Whitman news since 1896

Whitman Wire

Vol. CLIV, Issue 9
Whitman news since 1896

Whitman Wire

Whitman news since 1896

Whitman Wire

Why don’t we have school on a Thursday?

This year’s Power and Privilege Symposium will be held on February 20, 2014.  Because classes have been cancelled that day in response to ASWC’s resolution condemning racism on campus, organizers expect much higher attendance than last year.  ASWC oversees the symposium by planning, marketing and funding it.

The 2006 blackface incident spurred the first symposium.  The symposium was well-received but finite; it did not return the next year.  In 2013 the symposium re-emerged, and after its conclusion, James Lavery ’16, Mcebo Maziya ’15, and Marical Diaz Mejia ’13 wrote Act SAS 13.2 (the Power and Privilege Symposium Act), which mandated that ASWC coordinate and contribute to funding the Power and Privilege Symposium each year.  The act establishes a separate committee responsible for organizing the symposium and headed by the Special Initiatives Director, a new position in ASWC.  This year’s Special Initiatives Director is Shireen Nori ’16.  The act also requires that ASWC allocate $2000 annually to pay for it.

The act’s text states that it “was created to support the discussion on diversity on the Whitman campus and seeks to spark dialogue about the ways in which social hierarchies and identities manifest themselves on the Whitman College campus.”

Last year’s theme was “Why Race Matters.”  This year’s theme, “Understanding Identity,” was selected because it can encompass issues besides race that students wanted to examine (such as gender/sexuality and environmental justice) and expand that content via intersectionality.  “We really wanted to make the symposium accessible to all students and faculty across campus,” said Nori.

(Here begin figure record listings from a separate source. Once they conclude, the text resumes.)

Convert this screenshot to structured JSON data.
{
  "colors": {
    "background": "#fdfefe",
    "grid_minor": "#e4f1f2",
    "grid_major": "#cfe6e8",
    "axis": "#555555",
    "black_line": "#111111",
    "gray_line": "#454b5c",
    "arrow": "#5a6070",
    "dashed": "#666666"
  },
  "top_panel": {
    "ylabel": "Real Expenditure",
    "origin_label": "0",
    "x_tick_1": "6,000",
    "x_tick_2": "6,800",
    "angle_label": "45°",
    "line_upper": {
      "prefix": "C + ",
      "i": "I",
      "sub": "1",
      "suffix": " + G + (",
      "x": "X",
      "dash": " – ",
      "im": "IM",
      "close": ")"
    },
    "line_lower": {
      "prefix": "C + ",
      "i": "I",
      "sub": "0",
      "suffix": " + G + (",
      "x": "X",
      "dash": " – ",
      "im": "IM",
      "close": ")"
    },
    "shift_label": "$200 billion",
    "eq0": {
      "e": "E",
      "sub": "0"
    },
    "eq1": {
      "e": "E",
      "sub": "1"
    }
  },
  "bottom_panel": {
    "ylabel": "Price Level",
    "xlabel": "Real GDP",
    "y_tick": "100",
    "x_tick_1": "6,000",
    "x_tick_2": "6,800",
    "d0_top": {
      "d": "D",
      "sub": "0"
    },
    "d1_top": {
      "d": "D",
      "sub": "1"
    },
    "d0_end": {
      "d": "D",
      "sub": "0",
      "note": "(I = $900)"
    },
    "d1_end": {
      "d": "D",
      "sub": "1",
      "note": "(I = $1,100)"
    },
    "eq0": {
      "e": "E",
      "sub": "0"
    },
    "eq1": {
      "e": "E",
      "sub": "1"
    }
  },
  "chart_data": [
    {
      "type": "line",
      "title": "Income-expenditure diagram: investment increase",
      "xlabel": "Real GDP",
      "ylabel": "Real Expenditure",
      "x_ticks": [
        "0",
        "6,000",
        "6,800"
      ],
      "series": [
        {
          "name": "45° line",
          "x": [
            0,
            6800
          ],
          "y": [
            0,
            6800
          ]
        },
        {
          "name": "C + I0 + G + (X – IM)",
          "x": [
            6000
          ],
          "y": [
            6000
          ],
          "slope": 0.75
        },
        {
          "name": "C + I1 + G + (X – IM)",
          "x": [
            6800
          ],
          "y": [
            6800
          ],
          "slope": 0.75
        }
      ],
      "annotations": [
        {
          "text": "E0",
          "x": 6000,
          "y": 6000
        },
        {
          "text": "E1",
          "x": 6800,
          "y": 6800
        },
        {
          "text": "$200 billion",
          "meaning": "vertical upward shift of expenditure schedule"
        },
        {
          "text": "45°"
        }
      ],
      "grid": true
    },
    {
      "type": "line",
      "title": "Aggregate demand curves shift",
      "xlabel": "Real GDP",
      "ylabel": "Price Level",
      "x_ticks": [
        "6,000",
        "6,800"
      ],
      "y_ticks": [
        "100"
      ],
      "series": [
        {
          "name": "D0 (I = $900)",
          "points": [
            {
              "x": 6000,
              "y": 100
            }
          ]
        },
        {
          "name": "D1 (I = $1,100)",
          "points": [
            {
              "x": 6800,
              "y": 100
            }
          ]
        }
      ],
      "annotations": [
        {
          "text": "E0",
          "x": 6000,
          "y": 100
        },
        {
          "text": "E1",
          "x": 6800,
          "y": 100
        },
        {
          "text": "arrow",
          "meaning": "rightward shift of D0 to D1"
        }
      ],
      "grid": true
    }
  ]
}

This year’s keynote speaker will be Brown University Professor of Africana Studies Tricia Rose, the director of the Center for the Study of Race and Ethnicity in America, described on its website as “an interdisciplinary campus-wide hub for generative ideas, public conversation, creative expression and engaged scholarship on race and ethnicity in America.”

Students will continue to work hard in the next couple weeks.  “We hope to create spaces to talk about difficult issues outside of the classroom,” said Nori.